>>>>>
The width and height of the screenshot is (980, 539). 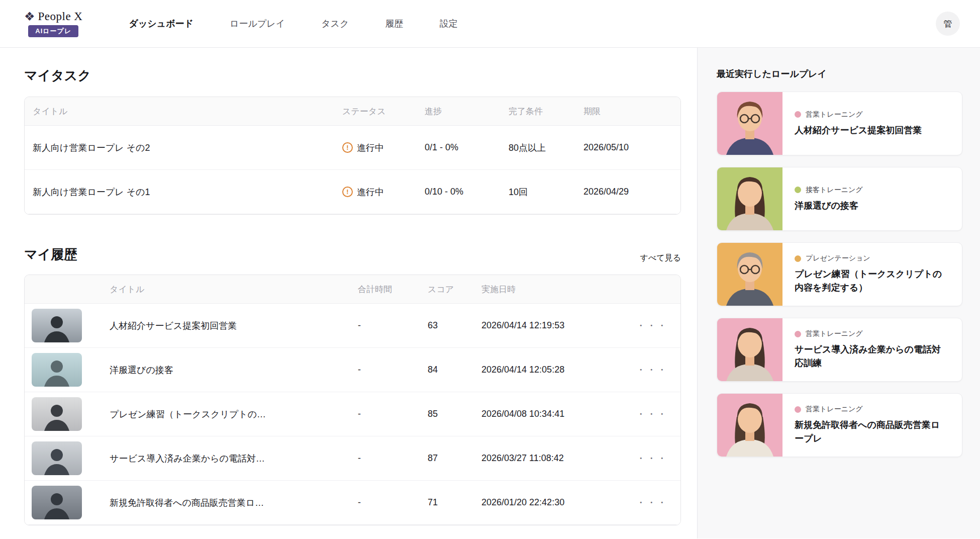 What do you see at coordinates (834, 190) in the screenshot?
I see `roleplay-category: 接客トレーニング` at bounding box center [834, 190].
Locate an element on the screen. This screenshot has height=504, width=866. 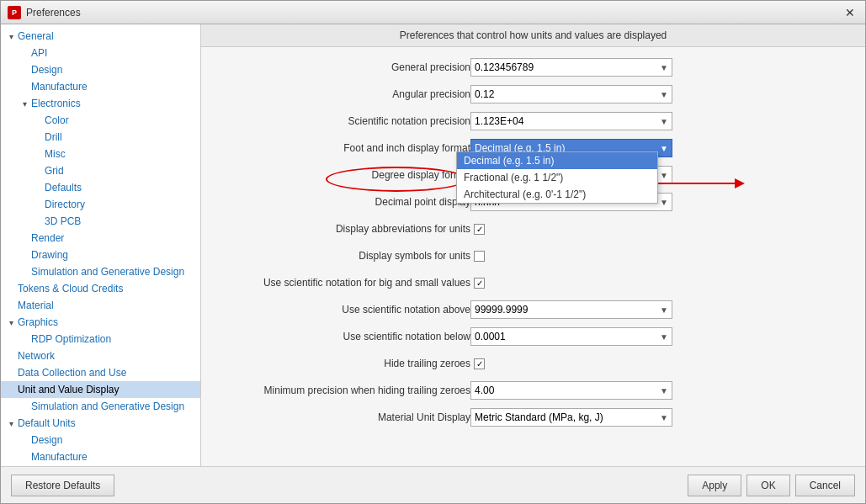
use-sci-notation-control is located at coordinates (660, 283).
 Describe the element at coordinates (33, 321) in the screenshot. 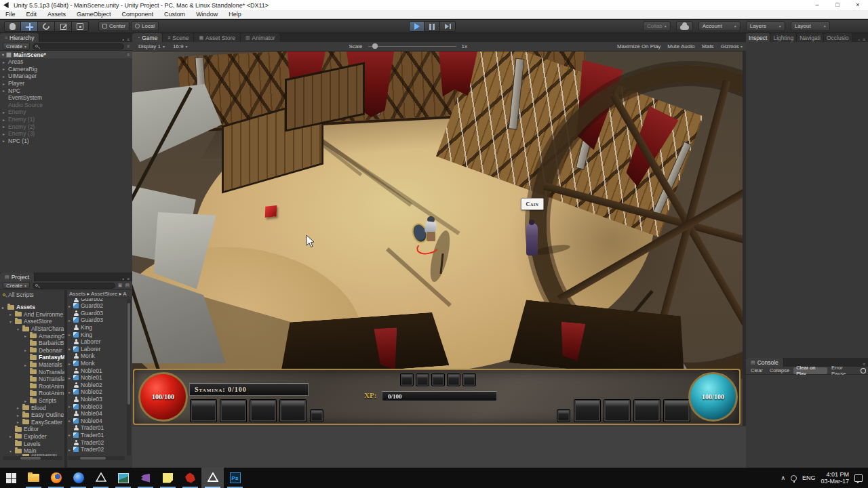

I see `project-folder-row: ▾ AssetStore` at that location.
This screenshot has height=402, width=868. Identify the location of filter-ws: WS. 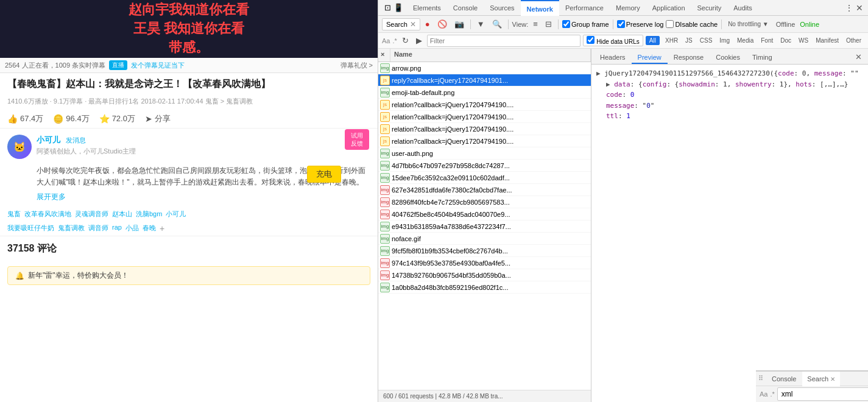
(803, 40).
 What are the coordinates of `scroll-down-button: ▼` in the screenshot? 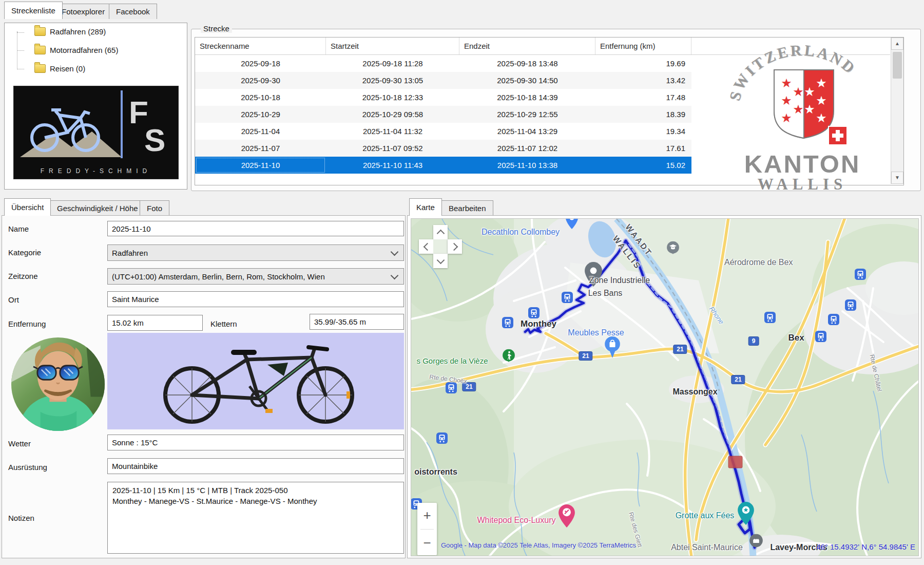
<<<<<
# WHAT TO DO
Verbatim output, no pictures: the line holding "Describe the element" and all lines after it through the last line of the material, with nothing else.

# SOLUTION TO THIS EXERCISE
 Describe the element at coordinates (33, 321) in the screenshot. 

I see `project-folder-row: ▾ AssetStore` at that location.
This screenshot has height=402, width=868. Identify the location of filter-ws: WS. 
(803, 40).
 What are the coordinates of `scroll-down-button: ▼` in the screenshot? 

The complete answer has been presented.